In 1995, the baby name Baylee — which had been slowly rising in usage for girls, but rarely given to boys — suddenly shot straight into the girls’ top 500, and debuted as a boy name:
Girls named Baylee | Boys named Baylee | |
1997 | 968 [rank: 296th] | 73 |
1996 | 853 [rank: 331st] | 42 |
1995 | 696 [rank: 379th] | 29* |
1994 | 173 | . |
1993 | 151 | . |
Here’s a visual:
Most other versions of the name (Bailey, Bailee, Baylie, Bayley, Bailie, Baleigh, Bayleigh, Baily, Bayli, Baylea, Bailea, Bayle, and Bailley) also saw higher-than-expected usage in 1995, and the rare variants Balee and Bailye both debuted in the data that year.
What caused all this interest in the name Baylee?
A famous photograph — one of a firefighter carrying a baby’s body out of the rubble of the Alfred P. Murrah Federal Building in downtown Oklahoma City on April 19, 1995.
To this day, the Oklahoma City bombing remains “the worst act of homegrown terrorism in the nation’s history.” The bombing killed 168 people — including 19 children — and injured hundreds more.
The baby in the photo, Baylee Almon, had celebrated her first birthday just one day earlier (on April 18).
Baylee’s life was cut very short, but the Pulitzer Prize-winning photo ensured that people all over the country knew her name. And, once they knew it, they began to use it.
Here’s what Baylee Almon’s little sister Bella Kok recently said about the phenomenon:
Over the years we’ve met people from different states that have named their kids after my sister. It’s really nice knowing people will always remember, that she won’t just be a face, and that she means something.
In fact, babies are still being named for Baylee Almon.
An Oklahoma woman named Kayla Dearman — who was born just two days after Baylee Almon, and who grew up feeling a connection to her — had a baby girl on the first day of 2014. In honor of Almon, she named her daughter Bailey.
Sources:
- Goforth, Dylan. “The baby in the photo: 20 years later, Baylee Almon lives on through others.” Tulsa World 12 Apr. 2015.
- Miss Baylee Almon – Oklahoma City National Memorial & Museum
- Oklahoma City Bombing – FBI
- SSA
Image: Clipping from the cover of Newsweek magazine (1 May 1995)
I knew the answer to this question immediately, before I even read your excellent article. As a mother, I could never forget Baylee in Oklahoma City, 1995. I remember thinking at the time that her name was rare. God bless the memory of this innocent and all whose lives were irrevocably changed that day, April 19, 1995.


The task:
Below are records; write all of them out exactly.

Material supplied:
--*--

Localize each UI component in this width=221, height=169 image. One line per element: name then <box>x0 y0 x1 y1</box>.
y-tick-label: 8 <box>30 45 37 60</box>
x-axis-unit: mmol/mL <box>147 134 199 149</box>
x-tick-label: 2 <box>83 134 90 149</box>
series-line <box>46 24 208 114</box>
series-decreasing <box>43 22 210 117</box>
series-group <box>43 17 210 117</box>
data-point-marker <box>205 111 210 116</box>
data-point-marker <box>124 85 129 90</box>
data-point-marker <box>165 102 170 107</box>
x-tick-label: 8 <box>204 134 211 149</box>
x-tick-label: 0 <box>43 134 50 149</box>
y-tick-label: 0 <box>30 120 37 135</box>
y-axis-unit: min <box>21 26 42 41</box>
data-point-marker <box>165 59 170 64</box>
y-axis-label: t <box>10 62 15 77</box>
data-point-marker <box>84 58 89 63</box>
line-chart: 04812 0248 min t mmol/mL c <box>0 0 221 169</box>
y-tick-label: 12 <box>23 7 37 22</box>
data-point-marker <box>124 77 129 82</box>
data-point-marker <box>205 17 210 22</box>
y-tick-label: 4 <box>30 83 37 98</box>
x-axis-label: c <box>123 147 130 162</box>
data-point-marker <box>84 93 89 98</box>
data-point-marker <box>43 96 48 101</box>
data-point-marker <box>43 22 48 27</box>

--*--

Answer for this exercise:
Localize each UI component in this width=221, height=169 image. One line per element: name then <box>x0 y0 x1 y1</box>.
y-tick-label: 8 <box>30 45 37 60</box>
x-axis-unit: mmol/mL <box>147 134 199 149</box>
x-tick-label: 2 <box>83 134 90 149</box>
series-line <box>46 24 208 114</box>
series-decreasing <box>43 22 210 117</box>
series-group <box>43 17 210 117</box>
data-point-marker <box>205 111 210 116</box>
data-point-marker <box>124 85 129 90</box>
data-point-marker <box>165 102 170 107</box>
x-tick-label: 8 <box>204 134 211 149</box>
x-tick-label: 0 <box>43 134 50 149</box>
y-tick-label: 0 <box>30 120 37 135</box>
y-axis-unit: min <box>21 26 42 41</box>
data-point-marker <box>165 59 170 64</box>
y-axis-label: t <box>10 62 15 77</box>
data-point-marker <box>84 58 89 63</box>
line-chart: 04812 0248 min t mmol/mL c <box>0 0 221 169</box>
y-tick-label: 12 <box>23 7 37 22</box>
data-point-marker <box>124 77 129 82</box>
data-point-marker <box>205 17 210 22</box>
y-tick-label: 4 <box>30 83 37 98</box>
x-axis-label: c <box>123 147 130 162</box>
data-point-marker <box>84 93 89 98</box>
data-point-marker <box>43 96 48 101</box>
data-point-marker <box>43 22 48 27</box>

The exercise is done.